The vast majority of cancer deaths–90 percent–are the result of metastasis. Dr. Jing Yang’s lab produced findings that suggest that a process known as epithelial-to-mesenchymal transition or EMT is a key factor in the metastasis of carcinomas and tumors in human beings.

EMT is a process seen in developing embryo cells which transforms stationary cells into mobile cells so that they can move to other places in the body and develop into different organs. Ten years ago a researcher named Jean Paul Thiery, hypothesized that tumor cells might be able to exploit the embryonic process of EMT and use it to metastasize.

He proposed that cancer cells may have a way to activate this metamorphic process, change their structure and become mobile. Where afterwards they could join into the bloodstream, plant themselves elsewhere in the body, revert back to their original form and develop into new carcinomas.

The publication of the results of Yang’s lab resolves the debate that arose with Thiery’s initial claim ten years ago. Thiery’s proposal was met with disagreement and remained controversial because no one had been able to find enough supporting evidence or produce results with experiments that used cancer cells.

That was until Jeff Tsai, a postdoctoral fellow in Yang’s lab and first author of the study, used a cancer from a mouse to show that a gene called Twist1 is capable of activating the process that allows cancer cells to change form and move through the body. According to Yang, even with this breakthrough, there is still much to be learned about metastasis.

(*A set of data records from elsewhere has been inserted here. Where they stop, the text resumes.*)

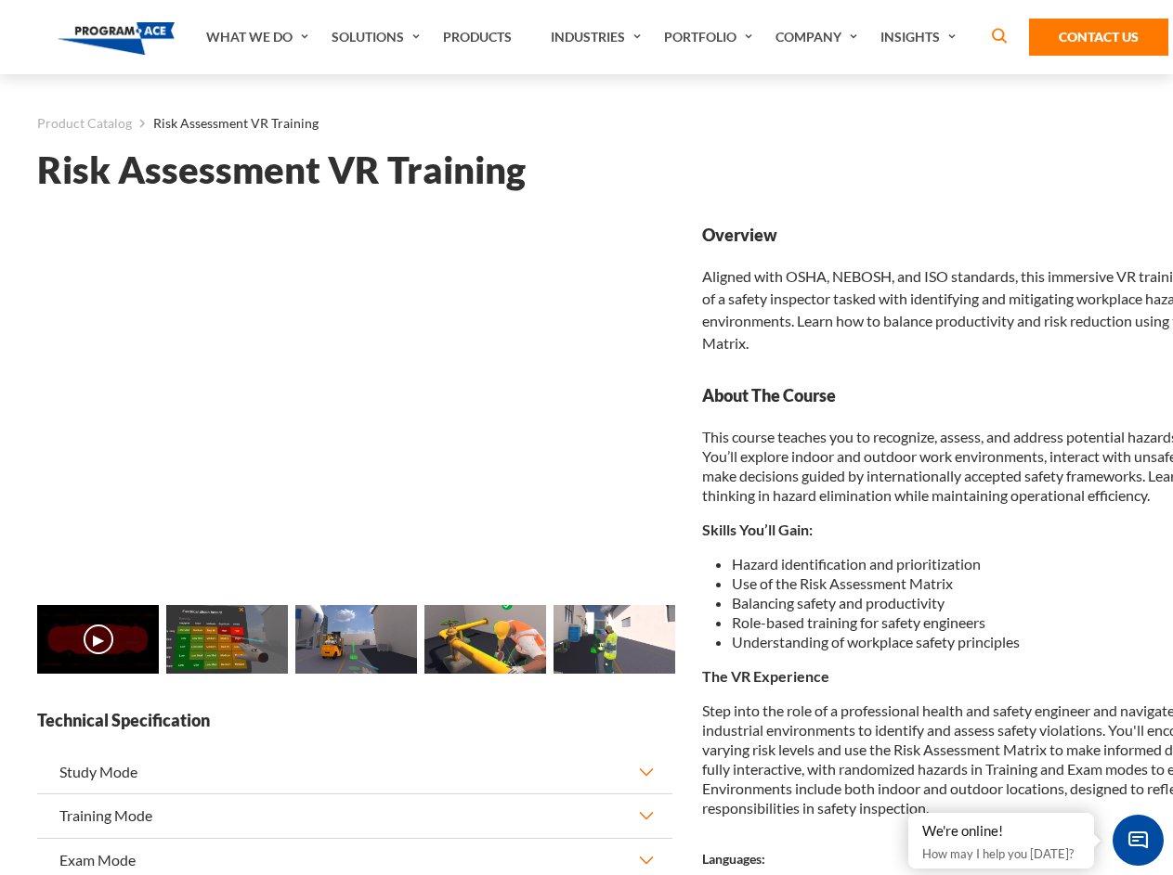  I want to click on strong: Languages:, so click(733, 859).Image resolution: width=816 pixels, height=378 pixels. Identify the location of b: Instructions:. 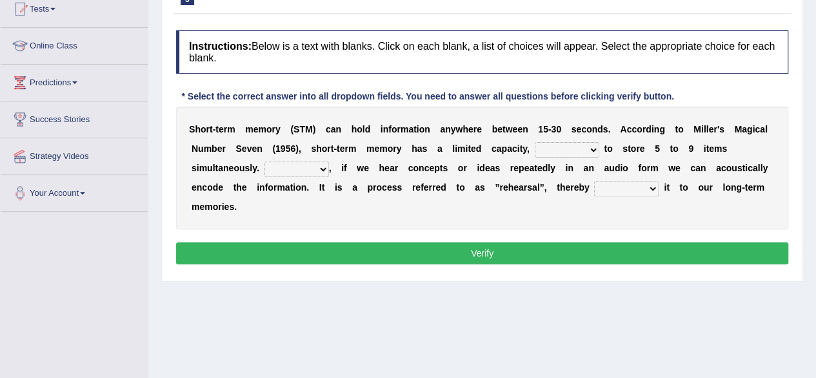
(220, 46).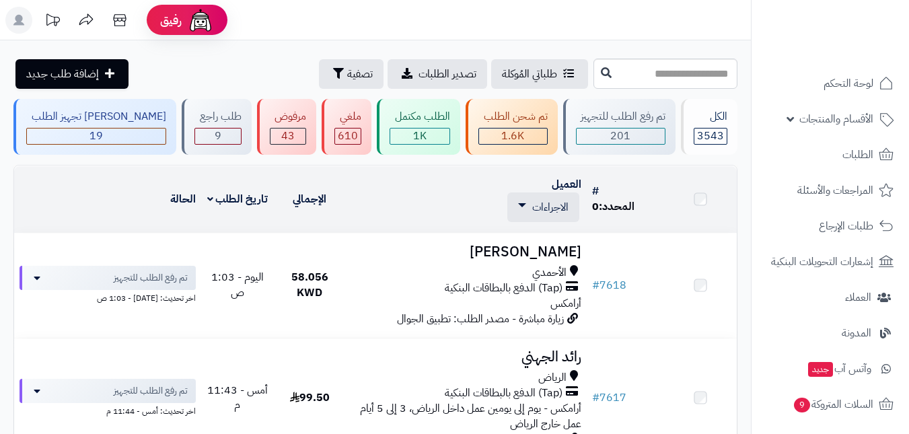  Describe the element at coordinates (309, 398) in the screenshot. I see `span: 99.50` at that location.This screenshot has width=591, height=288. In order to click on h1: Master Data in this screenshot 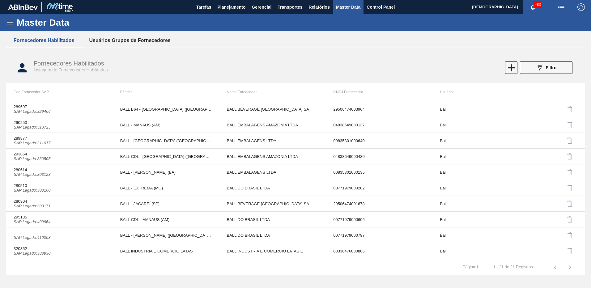, I will do `click(71, 22)`.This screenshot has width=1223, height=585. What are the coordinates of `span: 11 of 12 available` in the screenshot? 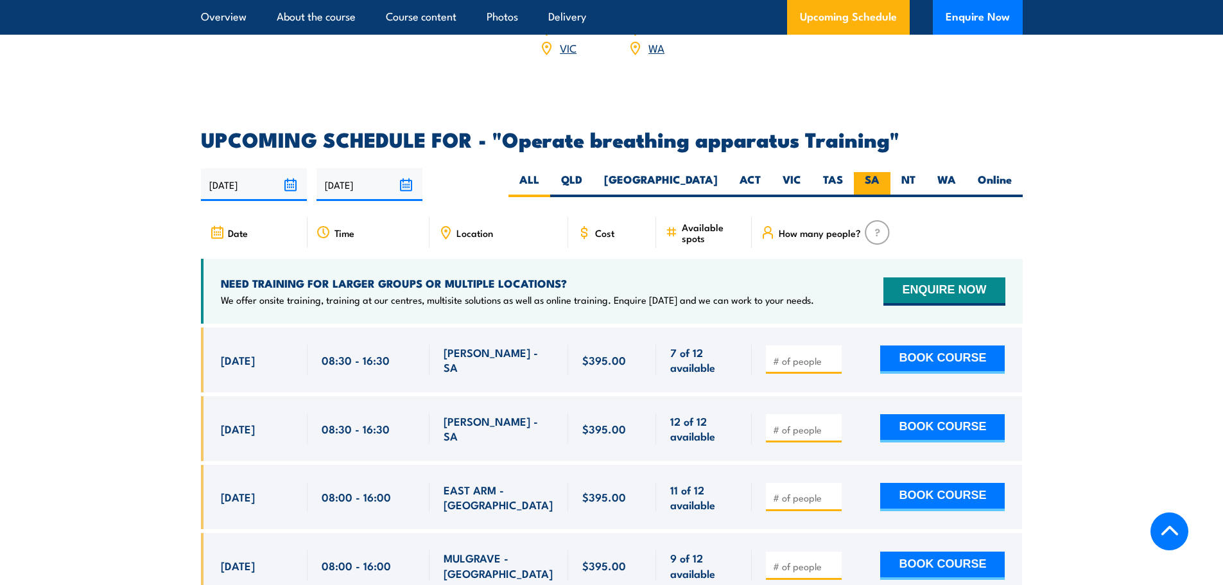 It's located at (703, 497).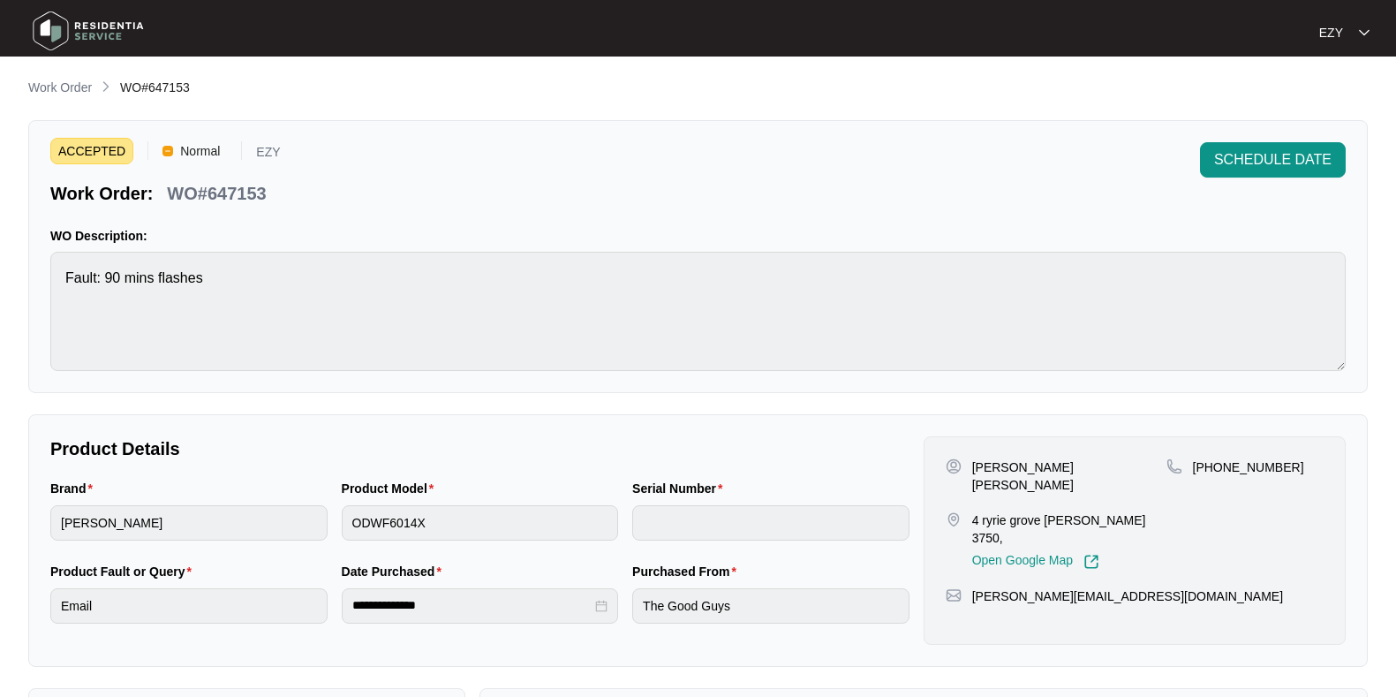 The image size is (1396, 697). Describe the element at coordinates (60, 87) in the screenshot. I see `p: Work Order` at that location.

The study has shown that carcinoma cells need some way to turn off EMT, the process that changes their structure and lends them mobility, in order to metastasize efficiently. The next step is to understand how this happens, which is crucial to creating a therapy to prevent metastasis.

“It suggests that EMT reversion could be a critical step to wake up tumor cells from dormancy, a phenomenon in which cancer patients develop metastasis years after the initial primary tumor diagnosis and removal,” Yang said.